And then, the music says something entirely different. Stravinsky hid behind a veneer of neo-classicism, proclaiming "Music expresses nothing but itself" while couching that very music in some of most outwardly expressive of forms. Pulcinella embodies that aesthetic: at times, it is almost painstakingly sensitive, wonderfully evocative, direct and immediate in its musical affect and rhetoric. But by declaring it a kind of game, a musical "object," Stravinsky set the tone for how the piece would be perceived--and more importantly (and more unfortunately), how the entire musical epoch from which the piece originated would be perceived. There is nothing emotionally stagnant about Pergolesi or his contemporaries. No period of musical history is inherently more "expressive" than another.
Today, most performers of Stravinsky see through his comments and take the music on its own terms. Rattle crafted a genial, loving interpretation of Pulcinella. From the opening gesture of the bouncy overture, the Philharmonic played with heft and character entirely appropriate to Stravinsky's Commedia dell'arte. Each of the three soloists--tenor Burkhard Ulrich, mezzo Stella Doufexis, and bass Ilderando D'Arcangelo--played his part, singing the Italian texts with crisp diction and careful attention to their rhythmic games. The individual members of the Philharmonic were sensational, with great violin solos from concertmaster Daishin Kashimoto and inhuman flute and trumpet virtuosity from Emmanuel Pahud and Gábor Tarkövi.
The final vocal number, an understated, majestic minuet, gleamed with the sterling sound of the orchestra. Each of the soloists sang with hushed intensity. Then, as if to shrug off the emotions of music, Stravinsky ends with a brisk, brusque finale. It's too late; objectivity has already been stolen away but the relentlessly expressive music.
A Visit to Planet Koren
3 days ago
I enjoyed your perspective on Igor's reflective and refractive nature. Made me think of the pop icons of today; I wonder if Lady Gaga thinks she's expressing anything or just giving the people what they (she) want(s).

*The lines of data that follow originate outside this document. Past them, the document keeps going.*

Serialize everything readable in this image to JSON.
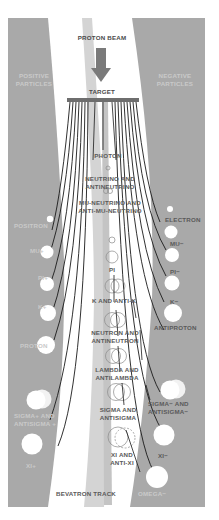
{
  "diagram": {
    "title": "PROTON BEAM",
    "target_label": "TARGET",
    "track_label": "BEVATRON TRACK",
    "colors": {
      "panel": "#a9a9a9",
      "track": "#d0d0d0",
      "arrow": "#7a7a7a",
      "line": "#1a1a1a",
      "text": "#555555",
      "background": "#ffffff"
    },
    "left_panel": {
      "heading_line1": "POSITIVE",
      "heading_line2": "PARTICLES",
      "particles": [
        {
          "label": "POSITRON"
        },
        {
          "label": "MU+"
        },
        {
          "label": "PI+"
        },
        {
          "label": "K+"
        },
        {
          "label": "PROTON"
        },
        {
          "label_line1": "SIGMA+ AND",
          "label_line2": "ANTISIGMA +"
        },
        {
          "label": "XI+"
        }
      ]
    },
    "right_panel": {
      "heading_line1": "NEGATIVE",
      "heading_line2": "PARTICLES",
      "particles": [
        {
          "label": "ELECTRON"
        },
        {
          "label": "MU−"
        },
        {
          "label": "PI−"
        },
        {
          "label": "K−"
        },
        {
          "label": "ANTIPROTON"
        },
        {
          "label_line1": "SIGMA− AND",
          "label_line2": "ANTISIGMA−"
        },
        {
          "label": "XI−"
        },
        {
          "label": "OMEGA−"
        }
      ]
    },
    "center_particles": [
      {
        "label_line1": "PHOTON"
      },
      {
        "label_line1": "NEUTRINO AND",
        "label_line2": "ANTINEUTRINO"
      },
      {
        "label_line1": "MU-NEUTRINO AND",
        "label_line2": "ANTI-MU-NEUTRINO"
      },
      {
        "label_line1": "PI"
      },
      {
        "label_line1": "K AND ANTI-K"
      },
      {
        "label_line1": "NEUTRON AND",
        "label_line2": "ANTINEUTRON"
      },
      {
        "label_line1": "LAMBDA AND",
        "label_line2": "ANTILAMBDA"
      },
      {
        "label_line1": "SIGMA AND",
        "label_line2": "ANTISIGMA"
      },
      {
        "label_line1": "XI AND",
        "label_line2": "ANTI-XI"
      }
    ]
  }
}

ReplyDeleteSure, expression emerges from every period--even, if imperceptibly--but I'd say each period prioritizes musical (and extra-musical) elements with vast degrees of difference: sound/noise, melody/harmony, form/expression.
Have you been to a Voku yet? Highly recommended.
Definitely, evan. Stravinsky made his proclamations about expression to distance himself from the overbearing shadow of Wagner and romanticism. By saying that music expresses nothing but itself, he could escape the notion of music expressing nothing but the composer's own "subjective" feelings, aka the composer-as-hero in his own music (Beethoven's legacy).
ReplyDeleteI will definitely try to get to a Voku soon, I've heard they're pretty great.